This 2025 calendar setup of Tuesday-Wednesday midweek Jewish holidays is a tough one for working folks, as well as for observant college students who will be missing a ton of work.

But as we learned in our “Three Day YomTov” story, the Rebbe finds positivity, meaning, and opportunity in every calendar setup, and a Tuesday-Wednesday Rosh Hashanah is no different!

Rabbi Levi Slonim, a Chabad on Campus colleague at Binghamton University pointed out to me that Rebbe emphasized that this year’s (5786/2025) Rosh Hashanah’s first day on Tuesday (beginning Monday night) is significant in that it recalls the double mention of “and it was good” in the Creation story on Tuesday.

I didn’t know Rebbe taught this regarding a Rosh Hashanah first day on Tuesday (which btw won’t occur again for 20 years until 2045) but in my youth there were many Rebbe rallies for children, seemed to be often on Tuesday, Rebbe always made mention of 2X “it was good” on Tuesdays.

In general, Rebbe often made connections & tie-ins to the way the calendar fell out, making timelessness timely is a big theme. Many others would see calendar coinciding as coincidental, but not the Rebbe who often sought & saw meaning in it. But the “double-good” of Tuesdays was one of the Rebbe calendar connections that really stuck out. And I remember it a lot from the children’s rallies in the 1980’s.

My memory serves that those Rebbe’s children’s rallies were often on Tuesdays, because I can still hear the Rebbe’s voice emphasizing that Tuesday specialness. It seemed to be routine for those rallies. I asked my yeshiva classmates, one of whom (Rabbi Jacobson from Toronto) did some digging (incredible research!) and found 103 children’s rallies from 1977 to 1992 (aside for Lag B’Omer and camp visits etc), and 42 of them were on Tuesdays! According to his research: 16 on Sunday, 17 on Monday, 18 on Wed, 8 on Thursday, 2 on Friday bit 42 (!!) on Tuesdays. It seems Rebbe did have a preference for these rallies on Tuesdays.

One reason this may have been especially beloved to the Rebbe may be from the famous letter of the Alter Rebbe who described his release from Czarist prison on Yud Tes Kislev, while he was reciting Tehillim for the third day of the week, the day of doubled-good…

But what’s the message of double-good?

First of all, there’s a Yiddish expression: “even if good is good, better is better!” When good is that good, we’d appreciate a second helping! Especially the type of good the Rebbe often emphasized “evident & revealed good!”

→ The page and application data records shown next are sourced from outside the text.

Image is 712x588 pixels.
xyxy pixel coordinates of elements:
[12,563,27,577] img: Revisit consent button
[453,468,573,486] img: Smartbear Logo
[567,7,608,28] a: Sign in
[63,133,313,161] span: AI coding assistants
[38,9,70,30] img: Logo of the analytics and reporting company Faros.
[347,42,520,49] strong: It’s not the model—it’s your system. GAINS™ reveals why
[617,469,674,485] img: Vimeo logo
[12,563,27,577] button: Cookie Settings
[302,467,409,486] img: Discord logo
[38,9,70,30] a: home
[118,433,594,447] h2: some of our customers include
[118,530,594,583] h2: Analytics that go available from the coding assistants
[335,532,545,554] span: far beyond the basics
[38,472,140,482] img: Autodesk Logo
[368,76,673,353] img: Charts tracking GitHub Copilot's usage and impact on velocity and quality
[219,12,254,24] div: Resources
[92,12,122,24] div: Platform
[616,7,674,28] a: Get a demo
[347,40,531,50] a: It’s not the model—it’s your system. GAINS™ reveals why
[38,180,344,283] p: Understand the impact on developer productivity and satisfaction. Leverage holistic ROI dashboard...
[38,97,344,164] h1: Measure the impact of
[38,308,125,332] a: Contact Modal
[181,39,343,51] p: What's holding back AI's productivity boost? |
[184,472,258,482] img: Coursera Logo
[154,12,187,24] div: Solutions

But it’s not just more of the same, there is a special quality to the doubled-good: The Rebbe quotes his predecessors (the Tzemach Tzedek & Rashab, based on a Talmud quote) that the doubled-good of Creation refers to “good towards heaven, and good towards people”, both spiritual & physical good, heavenly & earthly.

So this Rosh Hashanah, beginning the new Jewish Year 5786 on a Tuesday, has an added ability to bridge heaven & earth, eliciting blessings for a year that will be overflowing with an abundance of goodness that is both spiritual & physical, heavenly & earthy at the same time!